Uh-oh.Wasit interesting? I didn’t want to talk about it. Maybe now was a good time to discuss Eddie drinking that beer.
“Sometimes,” Fen said, “it’s hard to tell when Eddie is manipulating information to make things seems worse than they are. Take for instance, he told me something earlier today that I thought was odd.”
“Oh? What did he tell you?”
“He said… no, he implied…” Fen grunted and paused, as if he was hesitant to say.
“What?”
“Eddie said, ‘Good luck with that.’ And then some other gross stuff that basically implied that you were some prissy girlthat was saving yourself for marriage, and that’s why he wanted to move in with you, because maybe it would… hurry things along?”
“Wow, okay.” My chest tightened around a knot of resentment. “For starters, I wouldn’t say I was saving myself for marriage, obviously.”
“Obviously.”
“You weren’t my first.”
“You weren’t mine? It doesn’t matter. I just assumed…?” He squinched up his eyes and shook his head. “I shouldn’t have brought it up. My mistake was letting Eddie rope me into listening to him. This is not a conversation I ever thought I’d have.”
“Me neither.”
“It doesn’t matter,” he said again. “I was just surprised.”

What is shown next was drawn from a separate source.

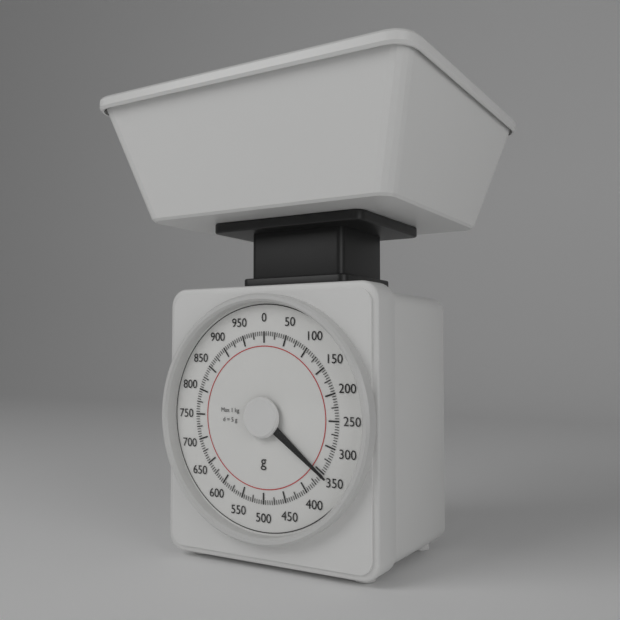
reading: 355 g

“That Eddie and I hadn’t had sex.”
He pointed at me. “Yep. That.”
“We did other things, but—”
“Don’t want to know,” he said, holding up a hand. “Just like I told him. Don’t care, don’t want details.”
I nodded. A long, awkward moment stretched between us.
“I know it doesn’t matter, but it’s driving me up a wall that he’s trying to shift the blame to me when he literally pushed me away from—”
“I’m begging you, Jane, please don’t finish that sentence.”
“I’m just saying.… He was hot and then cold. I only saw him a few times in person when he came through L.A. Once, we got touchy in his car, and the next time, he wouldn’t hug me. Hedidn’t kiss me goodbye when he left for the Philippines, and I hadn’t seen him in forever. That was when my dad started hating him.”
“I see.”
“And maybe some of it was me?” I shook my head. “Maybe he sensed that I never quite forgave him for the dam. Not that it was his fault that I fell in. I did that. But before I fell, when he was drunk and left me in the woods. I wanted him to apologize for that, or to show me that he was a better person.”
“But he didn’t.”
“Eddie is tricky. He’s so nice, and he always talks around things.… It’s hard to tell sometimes if he’s just completely clueless. So I gave him a pass. A lot of passes. But part of me held a grudge. I don’t think I realized that at the time.”
Fen snorted. “He brings out the best in people. And I believe you. I’m sorry I brought any of this up. He shook me up, and I knew better.”